If you're doing cammo (you did say late war), I suggest a very fine-spray white undercoat to bring out the colors, and use light coats and washes to apply color. Small scale miniatures should be painted a shade or two lighter than reality, or they look like shadows from a distance of a few feet.
Layers of paint obscure details very quickly in tiny scales like 6mm, so if you can find a very fine drab green primer you like, that might be a better choice. The last time I painted any feldgrau 6mm Germans, I used as dark a mid-gray primer as I could find (not all that dark) and drybrushed them a lighter gray. The finished result looks too light up close, but okay in action on the table because the men are so small.
Testors spray paints do seem to stick to metal miniatures without primer, and in light coats dry very thin and leave the sculpted detail intact. However, they come out of the can too fast, so it's difficult to get proper coverage to hide all the metal without too thick a coat. I shudder to think of turning finely-detailed 6mm figures like GHQ into melting blobs of running paint.
I've seen some really nice primer color choices from Army Painter, but I haven't yet tried their primer, so I can't say if they're a fine enough paint.
I don't know any good ways to make cammo look right in 6mm, so I anxiously await superlative photos of your brilliant solution with bated breath. :-) A local gamer once showed me how he used a toothbrush dipped in red-brown and yellow-tan to flick a fine spatter of paint globs on his 6mm cammo German figures. That worked well enough for my weakening eyes with magnifier assistance, but the effect was totally lost on me once they were on the table.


→ **REQUIREMENT**
Output the records precisely as they stand. Pictures are to be skipped.
(THE DATA begins)
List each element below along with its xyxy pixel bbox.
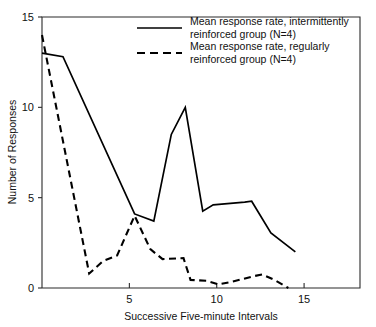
y-tick-label: 0 xyxy=(28,282,34,294)
legend-entry-0-line2: reinforced group (N=4) xyxy=(190,28,296,40)
x-tick-label: 5 xyxy=(126,293,132,305)
x-tick-label: 15 xyxy=(298,293,310,305)
response-rate-line-chart: 051015 51015 Successive Five-minute Inte… xyxy=(0,0,376,327)
legend-entry-1-line2: reinforced group (N=4) xyxy=(190,53,296,65)
y-tick-label: 10 xyxy=(22,101,34,113)
x-axis-title: Successive Five-minute Intervals xyxy=(124,310,277,322)
legend-entry-1-line1: Mean response rate, regularly xyxy=(190,40,330,52)
y-tick-label: 5 xyxy=(28,192,34,204)
chart-container: 051015 51015 Successive Five-minute Inte… xyxy=(0,0,376,327)
y-tick-label: 15 xyxy=(22,11,34,23)
y-axis-title: Number of Responses xyxy=(6,100,18,204)
legend-entry-0-line1: Mean response rate, intermittently xyxy=(190,15,349,27)
x-tick-label: 10 xyxy=(211,293,223,305)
(THE DATA ends)
→ **PROBLEM SOLUTION**
List each element below along with its xyxy pixel bbox.
y-tick-label: 0 xyxy=(28,282,34,294)
legend-entry-0-line2: reinforced group (N=4) xyxy=(190,28,296,40)
x-tick-label: 5 xyxy=(126,293,132,305)
x-tick-label: 15 xyxy=(298,293,310,305)
response-rate-line-chart: 051015 51015 Successive Five-minute Inte… xyxy=(0,0,376,327)
legend-entry-1-line2: reinforced group (N=4) xyxy=(190,53,296,65)
y-tick-label: 10 xyxy=(22,101,34,113)
x-axis-title: Successive Five-minute Intervals xyxy=(124,310,277,322)
legend-entry-1-line1: Mean response rate, regularly xyxy=(190,40,330,52)
y-tick-label: 5 xyxy=(28,192,34,204)
chart-container: 051015 51015 Successive Five-minute Inte… xyxy=(0,0,376,327)
y-tick-label: 15 xyxy=(22,11,34,23)
y-axis-title: Number of Responses xyxy=(6,100,18,204)
legend-entry-0-line1: Mean response rate, intermittently xyxy=(190,15,349,27)
x-tick-label: 10 xyxy=(211,293,223,305)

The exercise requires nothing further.